Pelosi embraces female leadership style

? I have to admit: The grandkids got to me. I’m sentimental by temperament, cynical by training and experience, and the longer I work in Washington, the more the latter trait prevails.

So when the newly minted speaker of the House invited her own grandchildren and the other children in the chamber to join her on the podium and touch the speaker’s gavel, my first thought was: This is so choreographed. My second thought was: Awwwww.

The images as California Democrat Nancy Pelosi took office last week were striking – and stirring – in their unfamiliarity. Pelosi, holding her infant grandson swaddled in a white receiving blanket, as she sat in the well of the House, awaiting her election. Pelosi, with the assurance of a mother experienced at dispensing cookies to impatient toddlers, giving each child his – and her – turn with the gavel. Pelosi raising her hand to take the oath as her grandson, at her side, fiddled with grandma’s papers.

As a journalist, I understand the calculations at work here: This plays to Pelosi’s advantages, humanizes her image as shrill San Francisco Democrat. As a woman and a mother, especially as a mother of daughters, I was quietly thrilled. About the marble ceiling cracking, yes, but also about the way Pelosi cracked it – reveling in, not minimizing, her mother- and grandmother-hood.

“Powerful” and “mommy” are not concepts we’re used to holding simultaneously. We’ve become accustomed to women who appear comfortable wielding influence without denying their femininity; think Condoleezza Rice in those high-heeled boots or posing for Vogue in a strapless black gown.

But powerful women who also happen to be mommies have tended to play down the mommy thing, almost as if they think it would diminish their ability to be taken seriously. In a world where women are suspected of failing to comprehend throw-weights, having a baby on board isn’t a traditional road map for success.

Pelosi is playing it differently: motherhood as preparation for public office. “Having five children in six years is the best training in the world for speaker of the House,” she told the AARP Bulletin. “It made me the ultimate multitasker and the master of focus, routine and scheduling.”

Asked about national security during the campaign, she would preemptively bring up her mother-of-five-ness: “Think lioness when you think of women in politics. You threaten our cubs, you’re dead.” As the election drew close, Pelosi made clear that she’d skip town – even on election night – if her daughter went into labor with her sixth grandchild.

How different is this? Imagine Margaret Thatcher threatening to deploy her “mother-of-five voice.” When her first grandchild was born in 1989, the prime minister declared with regal glee, “We have become a grandmother,” and that was it for the cuddliness.

Pelosi’s mommy shtick can get a little clunky (the lioness bit never worked for me) and a little treacly (“Let’s hear it for the children, we’re here for the children.”) But it serves as an important confirmation of women’s increasing comfort with their dual roles, and the need for society and the workplace to adjust accordingly.

I started my career in the “dress for success” era, in which women were solemnly instructed to dress as much as possible like male wannabes, in somber suits complete with floppy faux-ties. (Compare Pelosi’s swearing-in outfit: scoop-necked aubergine suit and pearls.) Even more important than looking like men was acting like them – to suppress any suggestion that motherhood might compete with career. If you had to cut out of the office for the third-grade play, better to plead an emergency root canal than look like a mom. That is changing – now men, even men in politics, wave around their family obligations as badges of decency.

But the Pelosi paradigm could use an update: Pelosi 2.0. The new speaker did stay home and bake cookies; she wasn’t elected to Congress until she was 47 and her kids were grown. For better or worse, and with or without a wealthy husband, this isn’t especially feasible for most women now. For one thing, we tend to have children later; for another, employers aren’t eager to hire women with stale degrees and atrophied skills. The key to ensuring future Pelosis is a workplace that accommodates women – and men – looking for ways to shuttle in and out of work or to craft flexible schedules that let them be good employees and good parents.

Who better to help accomplish this than a female speaker? As 8-year-old Madeleine said of her grandmother at the women’s tea honoring Pelosi last week, “Because my Mimi got this job I think more women will get jobs like hers.”

When Madeleine finished, Pelosi gave her a hug, and then, like grandmothers everywhere, brushed the child’s hair out of her eyes.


> **Exercise details**
Take the entries below and retype them word for word, excluding the images.

> **Listed entries**

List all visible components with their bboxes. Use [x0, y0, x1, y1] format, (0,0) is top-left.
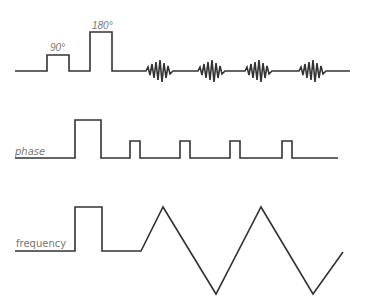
- pulse-sequence-diagram: 90° 180°: [0, 0, 369, 296]
- frequency-line: [15, 207, 343, 294]
- frequency-label: frequency: [16, 239, 66, 249]
- phase-label: phase: [15, 147, 45, 157]
- phase-line: [15, 120, 338, 158]
- rf-line: [15, 32, 350, 82]
- pulse-label-90: 90°: [50, 42, 65, 53]
- pulse-label-180: 180°: [92, 20, 113, 31]
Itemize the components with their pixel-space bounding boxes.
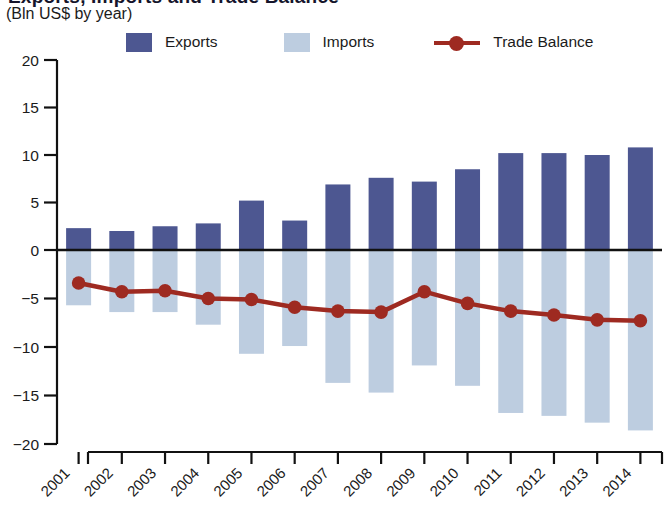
export-bar bbox=[153, 226, 178, 250]
trade-balance-point bbox=[374, 305, 388, 319]
trade-chart: Exports, Imports and Trade Balance (Bln … bbox=[0, 0, 668, 508]
trade-balance-point bbox=[418, 285, 432, 299]
trade-balance-point bbox=[634, 314, 648, 328]
x-tick-label: 2007 bbox=[296, 464, 332, 500]
x-tick-label: 2001 bbox=[37, 464, 73, 500]
y-tick-label: 10 bbox=[22, 147, 40, 164]
x-tick-label: 2006 bbox=[253, 464, 289, 500]
export-bar bbox=[628, 147, 653, 250]
imports-bars bbox=[66, 250, 653, 430]
trade-balance-point bbox=[288, 300, 302, 314]
x-tick-label: 2010 bbox=[426, 464, 462, 500]
trade-balance-point bbox=[158, 284, 172, 298]
trade-balance-point bbox=[461, 297, 475, 311]
exports-bars bbox=[66, 147, 653, 250]
import-bar bbox=[282, 250, 307, 346]
export-bar bbox=[498, 153, 523, 250]
x-tick-label: 2014 bbox=[599, 464, 635, 500]
export-bar bbox=[585, 155, 610, 250]
x-axis bbox=[79, 452, 662, 464]
x-tick-label: 2004 bbox=[167, 464, 203, 500]
y-tick-labels: 20151050−5−10−15−20 bbox=[13, 52, 40, 453]
export-bar bbox=[282, 221, 307, 250]
y-tick-label: −15 bbox=[13, 387, 39, 404]
import-bar bbox=[585, 250, 610, 423]
export-bar bbox=[239, 201, 264, 250]
trade-balance-point bbox=[590, 313, 604, 327]
x-tick-label: 2013 bbox=[556, 464, 592, 500]
import-bar bbox=[541, 250, 566, 416]
export-bar bbox=[369, 178, 394, 250]
import-bar bbox=[412, 250, 437, 365]
x-tick-label: 2003 bbox=[124, 464, 160, 500]
x-tick-label: 2011 bbox=[470, 464, 505, 499]
trade-balance-point bbox=[115, 285, 129, 299]
import-bar bbox=[153, 250, 178, 312]
x-tick-label: 2005 bbox=[210, 464, 246, 500]
export-bar bbox=[412, 182, 437, 250]
import-bar bbox=[196, 250, 221, 325]
x-tick-label: 2008 bbox=[340, 464, 376, 500]
y-tick-label: −20 bbox=[13, 436, 40, 453]
import-bar bbox=[628, 250, 653, 430]
import-bar bbox=[455, 250, 480, 386]
export-bar bbox=[325, 184, 350, 250]
trade-balance-point bbox=[245, 293, 259, 307]
trade-balance-point bbox=[331, 304, 345, 318]
x-tick-labels: 2001200220032004200520062007200820092010… bbox=[37, 464, 634, 500]
y-tick-label: −10 bbox=[13, 339, 40, 356]
trade-balance-point bbox=[547, 308, 561, 322]
export-bar bbox=[455, 169, 480, 250]
x-tick-label: 2002 bbox=[80, 464, 116, 500]
y-axis bbox=[44, 60, 57, 444]
y-tick-label: −5 bbox=[21, 290, 39, 307]
export-bar bbox=[66, 228, 91, 250]
trade-balance-point bbox=[72, 276, 86, 290]
y-tick-label: 20 bbox=[22, 52, 40, 69]
import-bar bbox=[498, 250, 523, 413]
y-tick-label: 15 bbox=[22, 99, 39, 116]
export-bar bbox=[109, 231, 134, 250]
y-tick-label: 0 bbox=[30, 242, 39, 259]
trade-balance-point bbox=[504, 304, 518, 318]
y-tick-label: 5 bbox=[30, 194, 39, 211]
trade-balance-point bbox=[201, 292, 215, 306]
export-bar bbox=[541, 153, 566, 250]
export-bar bbox=[196, 223, 221, 250]
x-tick-label: 2009 bbox=[383, 464, 419, 500]
import-bar bbox=[109, 250, 134, 312]
plot-area: 20151050−5−10−15−20 20012002200320042005… bbox=[0, 0, 668, 508]
x-tick-label: 2012 bbox=[512, 464, 548, 500]
import-bar bbox=[369, 250, 394, 393]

> **Solved problem**
List all visible components with their bboxes. Use [x0, y0, x1, y1] format, (0,0) is top-left.
- pulse-sequence-diagram: 90° 180°: [0, 0, 369, 296]
- frequency-line: [15, 207, 343, 294]
- frequency-label: frequency: [16, 239, 66, 249]
- phase-label: phase: [15, 147, 45, 157]
- phase-line: [15, 120, 338, 158]
- rf-line: [15, 32, 350, 82]
- pulse-label-90: 90°: [50, 42, 65, 53]
- pulse-label-180: 180°: [92, 20, 113, 31]
Itemize the components with their pixel-space bounding boxes.
export-bar bbox=[153, 226, 178, 250]
trade-balance-point bbox=[374, 305, 388, 319]
trade-chart: Exports, Imports and Trade Balance (Bln … bbox=[0, 0, 668, 508]
trade-balance-point bbox=[418, 285, 432, 299]
trade-balance-point bbox=[634, 314, 648, 328]
x-tick-label: 2007 bbox=[296, 464, 332, 500]
x-tick-label: 2001 bbox=[37, 464, 73, 500]
y-tick-label: 10 bbox=[22, 147, 40, 164]
x-tick-label: 2006 bbox=[253, 464, 289, 500]
export-bar bbox=[628, 147, 653, 250]
imports-bars bbox=[66, 250, 653, 430]
trade-balance-point bbox=[288, 300, 302, 314]
x-tick-label: 2010 bbox=[426, 464, 462, 500]
trade-balance-point bbox=[158, 284, 172, 298]
trade-balance-point bbox=[461, 297, 475, 311]
exports-bars bbox=[66, 147, 653, 250]
import-bar bbox=[282, 250, 307, 346]
export-bar bbox=[498, 153, 523, 250]
x-tick-label: 2014 bbox=[599, 464, 635, 500]
export-bar bbox=[585, 155, 610, 250]
x-axis bbox=[79, 452, 662, 464]
x-tick-label: 2004 bbox=[167, 464, 203, 500]
y-tick-labels: 20151050−5−10−15−20 bbox=[13, 52, 40, 453]
export-bar bbox=[282, 221, 307, 250]
y-tick-label: −15 bbox=[13, 387, 39, 404]
import-bar bbox=[585, 250, 610, 423]
export-bar bbox=[239, 201, 264, 250]
trade-balance-point bbox=[590, 313, 604, 327]
x-tick-label: 2013 bbox=[556, 464, 592, 500]
import-bar bbox=[541, 250, 566, 416]
export-bar bbox=[369, 178, 394, 250]
import-bar bbox=[412, 250, 437, 365]
x-tick-label: 2003 bbox=[124, 464, 160, 500]
x-tick-label: 2011 bbox=[470, 464, 505, 499]
trade-balance-point bbox=[115, 285, 129, 299]
import-bar bbox=[153, 250, 178, 312]
x-tick-label: 2005 bbox=[210, 464, 246, 500]
export-bar bbox=[412, 182, 437, 250]
import-bar bbox=[196, 250, 221, 325]
x-tick-label: 2008 bbox=[340, 464, 376, 500]
y-tick-label: −20 bbox=[13, 436, 40, 453]
import-bar bbox=[628, 250, 653, 430]
import-bar bbox=[455, 250, 480, 386]
export-bar bbox=[325, 184, 350, 250]
trade-balance-point bbox=[245, 293, 259, 307]
trade-balance-point bbox=[331, 304, 345, 318]
x-tick-labels: 2001200220032004200520062007200820092010… bbox=[37, 464, 634, 500]
y-tick-label: −10 bbox=[13, 339, 40, 356]
trade-balance-point bbox=[547, 308, 561, 322]
export-bar bbox=[455, 169, 480, 250]
x-tick-label: 2002 bbox=[80, 464, 116, 500]
y-axis bbox=[44, 60, 57, 444]
y-tick-label: −5 bbox=[21, 290, 39, 307]
export-bar bbox=[66, 228, 91, 250]
trade-balance-point bbox=[72, 276, 86, 290]
y-tick-label: 20 bbox=[22, 52, 40, 69]
import-bar bbox=[498, 250, 523, 413]
y-tick-label: 15 bbox=[22, 99, 39, 116]
export-bar bbox=[109, 231, 134, 250]
y-tick-label: 0 bbox=[30, 242, 39, 259]
trade-balance-point bbox=[504, 304, 518, 318]
y-tick-label: 5 bbox=[30, 194, 39, 211]
trade-balance-point bbox=[201, 292, 215, 306]
export-bar bbox=[541, 153, 566, 250]
export-bar bbox=[196, 223, 221, 250]
x-tick-label: 2009 bbox=[383, 464, 419, 500]
import-bar bbox=[109, 250, 134, 312]
plot-area: 20151050−5−10−15−20 20012002200320042005… bbox=[0, 0, 668, 508]
x-tick-label: 2012 bbox=[512, 464, 548, 500]
import-bar bbox=[369, 250, 394, 393]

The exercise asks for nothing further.